Lookin’ Good to a New Generation

My grandmother is from the Philippines, where public officials are decided by attractiveness. “If you are good-looking, people will like you,” she told me. She admitted the mindset still sticks with her, and part of her reasoning for voting for Barack Obama in the then-upcoming election was that he is “handsome.”

Appearances aside, she recognizes all the necessary qualities of a nation’s leader. I asked who her favorite U.S. president has been, and she answered Carter without missing a beat, and rattled off a few other front-runners and their winning traits.

Hearing her speak with pride about past presidents, I realized my generation and younger have never known the president to be anything but a joke. Sure, I remember holding a mock-election in first grade and checking Bill Clinton’s name — but mostly I remember that the boy I had a crush on checked it too.

By the time I was at all in tune with current events, Clinton’s sex scandal was in full flare, and by the time I could vote, it was half-heatedly for John Kerry.

Kids now need to grow up respecting that person and position, knowing that he is there to help in their education and livelihood. So they finally had a chance to learn this, to finally form a positive impression; that some were denied the right by teachers and parents makes me sick.

The new generation of kids should be able to exchange their mental image of the president from a monkey-faced cartoon to an intelligent and responsible leader — handsome, too, Nana.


- **Problem requirements**
Every record gets copied exactly, and no picture goes with it.

- **Data listing**
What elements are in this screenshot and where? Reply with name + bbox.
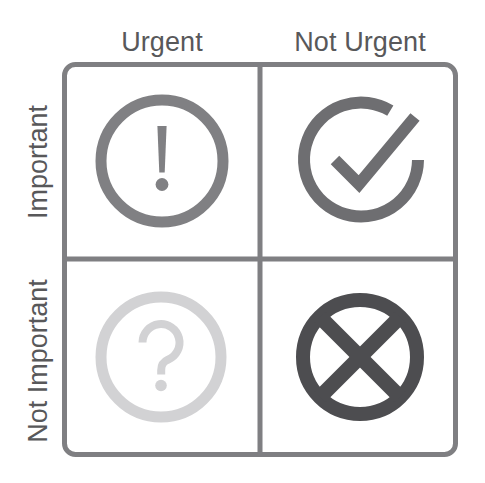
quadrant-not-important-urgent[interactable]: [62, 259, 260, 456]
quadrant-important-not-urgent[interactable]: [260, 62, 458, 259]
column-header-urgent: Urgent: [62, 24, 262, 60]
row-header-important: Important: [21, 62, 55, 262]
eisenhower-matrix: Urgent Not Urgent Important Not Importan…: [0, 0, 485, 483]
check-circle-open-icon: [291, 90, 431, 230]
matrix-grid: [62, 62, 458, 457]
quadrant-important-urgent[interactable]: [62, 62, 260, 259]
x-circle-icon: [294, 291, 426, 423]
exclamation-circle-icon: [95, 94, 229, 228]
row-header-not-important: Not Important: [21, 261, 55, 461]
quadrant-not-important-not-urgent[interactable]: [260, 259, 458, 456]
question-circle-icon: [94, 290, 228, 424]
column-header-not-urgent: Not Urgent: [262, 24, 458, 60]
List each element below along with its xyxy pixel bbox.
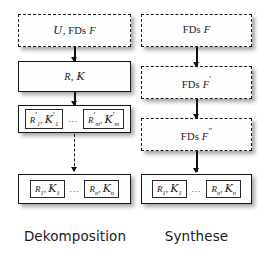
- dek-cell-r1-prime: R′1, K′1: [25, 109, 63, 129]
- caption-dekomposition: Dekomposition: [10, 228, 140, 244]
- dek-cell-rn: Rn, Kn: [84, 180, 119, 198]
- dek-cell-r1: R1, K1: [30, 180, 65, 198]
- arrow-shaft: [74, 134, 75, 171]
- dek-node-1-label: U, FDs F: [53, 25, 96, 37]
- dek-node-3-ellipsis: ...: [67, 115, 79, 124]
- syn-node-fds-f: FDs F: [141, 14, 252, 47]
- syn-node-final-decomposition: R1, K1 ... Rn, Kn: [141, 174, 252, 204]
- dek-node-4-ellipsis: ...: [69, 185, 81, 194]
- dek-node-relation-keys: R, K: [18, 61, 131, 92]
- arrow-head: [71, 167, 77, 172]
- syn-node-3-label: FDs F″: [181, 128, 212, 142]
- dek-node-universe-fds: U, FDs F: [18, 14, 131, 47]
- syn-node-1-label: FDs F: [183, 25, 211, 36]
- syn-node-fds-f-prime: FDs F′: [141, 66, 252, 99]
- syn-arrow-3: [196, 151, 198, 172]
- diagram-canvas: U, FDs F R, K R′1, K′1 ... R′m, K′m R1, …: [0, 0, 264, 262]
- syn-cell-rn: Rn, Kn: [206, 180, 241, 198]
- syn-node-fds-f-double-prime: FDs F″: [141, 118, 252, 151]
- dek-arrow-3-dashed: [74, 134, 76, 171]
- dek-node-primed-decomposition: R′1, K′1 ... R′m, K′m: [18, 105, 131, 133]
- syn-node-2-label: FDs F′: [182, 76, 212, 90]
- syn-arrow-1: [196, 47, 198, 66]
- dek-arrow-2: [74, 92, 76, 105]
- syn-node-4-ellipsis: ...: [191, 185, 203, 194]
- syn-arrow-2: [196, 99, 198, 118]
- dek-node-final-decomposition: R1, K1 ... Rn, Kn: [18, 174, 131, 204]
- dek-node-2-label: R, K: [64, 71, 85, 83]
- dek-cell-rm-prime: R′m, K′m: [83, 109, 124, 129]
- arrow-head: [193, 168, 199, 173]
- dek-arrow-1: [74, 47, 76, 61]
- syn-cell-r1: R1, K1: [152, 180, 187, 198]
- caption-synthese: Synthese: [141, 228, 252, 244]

- **Reply to the task**
What elements are in this screenshot and where? Reply with name + bbox.
quadrant-not-important-urgent[interactable]: [62, 259, 260, 456]
quadrant-important-not-urgent[interactable]: [260, 62, 458, 259]
column-header-urgent: Urgent: [62, 24, 262, 60]
row-header-important: Important: [21, 62, 55, 262]
eisenhower-matrix: Urgent Not Urgent Important Not Importan…: [0, 0, 485, 483]
check-circle-open-icon: [291, 90, 431, 230]
matrix-grid: [62, 62, 458, 457]
quadrant-important-urgent[interactable]: [62, 62, 260, 259]
x-circle-icon: [294, 291, 426, 423]
exclamation-circle-icon: [95, 94, 229, 228]
row-header-not-important: Not Important: [21, 261, 55, 461]
quadrant-not-important-not-urgent[interactable]: [260, 259, 458, 456]
question-circle-icon: [94, 290, 228, 424]
column-header-not-urgent: Not Urgent: [262, 24, 458, 60]
List each element below along with its xyxy pixel bbox.
- dek-cell-r1-prime: R′1, K′1: [25, 109, 63, 129]
- caption-dekomposition: Dekomposition: [10, 228, 140, 244]
- dek-cell-rn: Rn, Kn: [84, 180, 119, 198]
- dek-cell-r1: R1, K1: [30, 180, 65, 198]
- arrow-shaft: [74, 134, 75, 171]
- dek-node-1-label: U, FDs F: [53, 25, 96, 37]
- dek-node-3-ellipsis: ...: [67, 115, 79, 124]
- syn-node-fds-f: FDs F: [141, 14, 252, 47]
- syn-node-final-decomposition: R1, K1 ... Rn, Kn: [141, 174, 252, 204]
- dek-node-4-ellipsis: ...: [69, 185, 81, 194]
- dek-node-relation-keys: R, K: [18, 61, 131, 92]
- arrow-head: [71, 167, 77, 172]
- syn-node-3-label: FDs F″: [181, 128, 212, 142]
- dek-node-universe-fds: U, FDs F: [18, 14, 131, 47]
- syn-node-1-label: FDs F: [183, 25, 211, 36]
- syn-node-fds-f-prime: FDs F′: [141, 66, 252, 99]
- syn-arrow-3: [196, 151, 198, 172]
- diagram-canvas: U, FDs F R, K R′1, K′1 ... R′m, K′m R1, …: [0, 0, 264, 262]
- syn-cell-rn: Rn, Kn: [206, 180, 241, 198]
- syn-node-fds-f-double-prime: FDs F″: [141, 118, 252, 151]
- dek-arrow-3-dashed: [74, 134, 76, 171]
- dek-node-primed-decomposition: R′1, K′1 ... R′m, K′m: [18, 105, 131, 133]
- syn-node-2-label: FDs F′: [182, 76, 212, 90]
- syn-arrow-1: [196, 47, 198, 66]
- dek-arrow-2: [74, 92, 76, 105]
- syn-node-4-ellipsis: ...: [191, 185, 203, 194]
- syn-arrow-2: [196, 99, 198, 118]
- dek-node-final-decomposition: R1, K1 ... Rn, Kn: [18, 174, 131, 204]
- dek-node-2-label: R, K: [64, 71, 85, 83]
- dek-cell-rm-prime: R′m, K′m: [83, 109, 124, 129]
- arrow-head: [193, 168, 199, 173]
- dek-arrow-1: [74, 47, 76, 61]
- syn-cell-r1: R1, K1: [152, 180, 187, 198]
- caption-synthese: Synthese: [141, 228, 252, 244]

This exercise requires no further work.